Pictures of a Lost World

On August 30, 2000. accompanied by a friend, we visited three former Saxon villages from Transylvania, where just 10 years ago the majority of the population were Saxons (Germans settled in Transylvania by Hungarian kings at the beginning of the 13-th century).

The route:


Schweischer - Sövénység - Fişer

(German / Hungarian /Romanian name)

In Schweisher we took only these two pictures. Of course, the house on the left, is not the only one abandoned in the village. You may see very clearly on the photo that the two neighboring houses were built in the same architectural style, but while the left one was abandoned, a new owner came for the one on the right side.


Bodendorf - Szászbuda - Buneşti

When we visited Bodendorf there still were 3 (three) Saxon families. The old Saxon man whom picture you can see below emigrated also to Germany, but he wasn't able to integrate in the new environment, so he came back in his home village. He shown us the Lutheran church, which started to decay and has its doors locked much of the time.

Above: The Last of the Saxons?

On an arch that holds up the church roof we can see the year of erection and subsequent repairs: 1519, 1680, 1775, 1856, 1950.

On the seats, where once were the prayer-books, now are lying trim-stones fallen down from the decaying ceiling.

A gateway (entrance) and a house, near to the church, in a back-street.

Those few Saxons that we found said "Welcome!" and shown us what is still left.

This house entwined with vine was built in 1799, as the writing carved in the wooden beam from the basement says.

And some of the new settlers...
(However, the truth is that most of the newcomers are Romanians.)

Otherwise, the Gypsies weren't unfriendly with us, either. The older woman from the picture above told us that they bought the house (maybe from another second hand buyer) for 250, at the beginning of the 90s. What was the meaning of the sum of 250 (thousand leis, or maybe Deutsch Marks), we weren't able to find out after all. She also told us that they want to build or repair someting in the courtyard, and the bricks that you can see on the righ were brought for that purpose.

View of a street:


Keisd - Szászkézd - Saschiz

At Keisd we didn't manage to talk with Saxons, and couldn't see the church from the inside, either. We succeeded to enter only in the churchyard encircled by walls like a fortress. However, thanks to its imposing size, the fortified church yields a magnificent view also from the outside even now, when it became to a wreck. How could it be that on a Sunday, a few decades before, when it was in a good condition, with believers all around who came to the mass, while bits of the majestic organ music could be heard from the outside, and then the psalms were intoned in a local dialect of the German language? Where are all those people gone, why did they leave, or why did they have to leave?

The cracked wall of the bell-tower, close to the church, inside of the fortress walls. You can distinguish very well the hidden orifices from the upper side, from where the defenders could wing arrows, shoot, or throw hot lead and black pitch in the necks of the enemies who tried to climb up the walls during the wars :-)

The square from around the church, with geese at foot-pace, reminds us of the good old times...

------------------ The End! Is it, Really? ------------------

(c) Tófalvi Péter, 2000.


"Since 1945, approximately 300,000 Hungarians, the same number of Germans, and approximately 50,000 Jews (who survived the Holocaust), along with a great number of Romanians emigrated to the West: Europe, America, or even Australia. The exodus of Hungarians and Germans continued even after the fall of communism of 1989. Also we have to note that after 1918 (or more precisely after 1920, when the Treaty of Trianon was signed), as part of a Romanian state-controlled process, a great number of Romanians settled in Transylvania, coming from South and East, from across the Carpathians."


**DIRECTIONS**: Report every line from the following entries that contains the string "axis".

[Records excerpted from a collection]

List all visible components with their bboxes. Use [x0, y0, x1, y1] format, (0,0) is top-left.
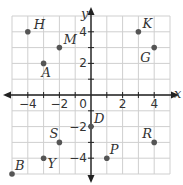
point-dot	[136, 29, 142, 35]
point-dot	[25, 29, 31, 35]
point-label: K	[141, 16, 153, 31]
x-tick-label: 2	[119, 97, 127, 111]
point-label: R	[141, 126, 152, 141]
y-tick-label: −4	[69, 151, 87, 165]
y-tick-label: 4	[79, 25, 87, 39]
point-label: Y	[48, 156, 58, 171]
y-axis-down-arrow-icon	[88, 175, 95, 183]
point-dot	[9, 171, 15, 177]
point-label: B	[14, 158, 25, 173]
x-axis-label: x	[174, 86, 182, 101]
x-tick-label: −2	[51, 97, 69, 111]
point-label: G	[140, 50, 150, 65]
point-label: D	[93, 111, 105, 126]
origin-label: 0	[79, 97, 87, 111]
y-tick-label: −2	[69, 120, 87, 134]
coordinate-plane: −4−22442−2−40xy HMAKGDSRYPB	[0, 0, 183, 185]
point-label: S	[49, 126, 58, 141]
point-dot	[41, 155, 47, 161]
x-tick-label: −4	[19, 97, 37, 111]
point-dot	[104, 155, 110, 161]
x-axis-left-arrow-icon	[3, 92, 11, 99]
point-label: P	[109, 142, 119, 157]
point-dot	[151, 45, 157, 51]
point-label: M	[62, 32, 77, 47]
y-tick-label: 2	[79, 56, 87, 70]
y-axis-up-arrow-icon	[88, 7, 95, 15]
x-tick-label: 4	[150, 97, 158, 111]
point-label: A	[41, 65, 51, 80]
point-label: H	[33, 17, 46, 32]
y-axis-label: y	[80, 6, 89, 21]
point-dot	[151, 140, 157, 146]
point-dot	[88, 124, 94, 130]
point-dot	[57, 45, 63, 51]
---
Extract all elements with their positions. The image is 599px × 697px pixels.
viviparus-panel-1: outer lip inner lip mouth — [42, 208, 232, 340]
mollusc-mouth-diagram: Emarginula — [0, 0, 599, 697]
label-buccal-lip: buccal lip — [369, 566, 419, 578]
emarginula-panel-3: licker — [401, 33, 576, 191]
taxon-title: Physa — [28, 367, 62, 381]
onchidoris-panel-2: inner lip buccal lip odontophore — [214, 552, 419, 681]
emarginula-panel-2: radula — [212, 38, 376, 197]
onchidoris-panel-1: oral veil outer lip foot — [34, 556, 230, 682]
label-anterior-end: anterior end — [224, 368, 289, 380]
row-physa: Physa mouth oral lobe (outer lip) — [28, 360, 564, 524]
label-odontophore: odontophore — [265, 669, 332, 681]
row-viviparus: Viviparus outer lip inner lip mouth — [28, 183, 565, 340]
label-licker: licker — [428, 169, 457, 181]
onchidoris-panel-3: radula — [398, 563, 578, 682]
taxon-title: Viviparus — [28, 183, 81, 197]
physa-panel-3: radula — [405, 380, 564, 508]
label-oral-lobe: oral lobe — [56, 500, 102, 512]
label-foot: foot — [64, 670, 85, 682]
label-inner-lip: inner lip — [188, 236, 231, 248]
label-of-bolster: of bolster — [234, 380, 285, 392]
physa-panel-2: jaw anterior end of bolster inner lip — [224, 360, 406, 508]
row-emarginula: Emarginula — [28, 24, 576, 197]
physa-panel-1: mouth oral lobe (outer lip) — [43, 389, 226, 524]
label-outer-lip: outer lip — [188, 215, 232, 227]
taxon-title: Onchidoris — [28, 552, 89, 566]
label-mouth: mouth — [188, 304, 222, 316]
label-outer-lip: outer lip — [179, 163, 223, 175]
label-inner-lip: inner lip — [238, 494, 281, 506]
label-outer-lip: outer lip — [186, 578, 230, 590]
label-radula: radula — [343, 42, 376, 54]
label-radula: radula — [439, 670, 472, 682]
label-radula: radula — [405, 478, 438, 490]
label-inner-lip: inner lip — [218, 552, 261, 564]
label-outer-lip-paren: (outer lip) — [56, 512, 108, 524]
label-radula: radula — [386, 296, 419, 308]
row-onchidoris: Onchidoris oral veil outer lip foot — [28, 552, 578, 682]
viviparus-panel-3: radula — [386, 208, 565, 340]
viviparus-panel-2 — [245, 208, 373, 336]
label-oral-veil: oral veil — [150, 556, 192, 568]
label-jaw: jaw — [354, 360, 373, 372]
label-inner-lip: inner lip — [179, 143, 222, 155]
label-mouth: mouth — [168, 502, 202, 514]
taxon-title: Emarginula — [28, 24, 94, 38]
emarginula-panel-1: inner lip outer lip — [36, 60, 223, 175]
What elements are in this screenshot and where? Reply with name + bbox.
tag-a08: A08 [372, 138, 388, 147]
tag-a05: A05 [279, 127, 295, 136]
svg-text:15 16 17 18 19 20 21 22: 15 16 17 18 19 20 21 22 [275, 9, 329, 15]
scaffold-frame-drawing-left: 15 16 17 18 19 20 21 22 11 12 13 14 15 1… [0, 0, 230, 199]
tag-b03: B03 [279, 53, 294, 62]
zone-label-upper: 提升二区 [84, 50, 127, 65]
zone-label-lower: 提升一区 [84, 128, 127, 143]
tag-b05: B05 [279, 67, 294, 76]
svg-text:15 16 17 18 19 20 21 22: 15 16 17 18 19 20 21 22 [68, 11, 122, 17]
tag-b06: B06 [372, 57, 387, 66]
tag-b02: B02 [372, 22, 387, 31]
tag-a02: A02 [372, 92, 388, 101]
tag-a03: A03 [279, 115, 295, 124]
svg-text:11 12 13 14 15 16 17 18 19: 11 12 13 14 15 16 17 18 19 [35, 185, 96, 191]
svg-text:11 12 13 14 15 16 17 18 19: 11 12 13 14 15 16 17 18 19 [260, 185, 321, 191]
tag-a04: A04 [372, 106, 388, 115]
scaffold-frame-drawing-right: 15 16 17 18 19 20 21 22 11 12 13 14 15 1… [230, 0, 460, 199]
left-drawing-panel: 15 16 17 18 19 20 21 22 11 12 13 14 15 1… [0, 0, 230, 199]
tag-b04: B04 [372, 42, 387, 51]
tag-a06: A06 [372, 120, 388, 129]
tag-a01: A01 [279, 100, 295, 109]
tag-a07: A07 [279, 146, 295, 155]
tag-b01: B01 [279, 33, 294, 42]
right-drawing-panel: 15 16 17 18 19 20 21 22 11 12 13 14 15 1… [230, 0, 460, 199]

**ANSWER TO THIS PROBLEM**:
y-axis-down-arrow-icon	[88, 175, 95, 183]
x-axis-label: x	[174, 86, 182, 101]
x-axis-left-arrow-icon	[3, 92, 11, 99]
y-axis-up-arrow-icon	[88, 7, 95, 15]
y-axis-label: y	[80, 6, 89, 21]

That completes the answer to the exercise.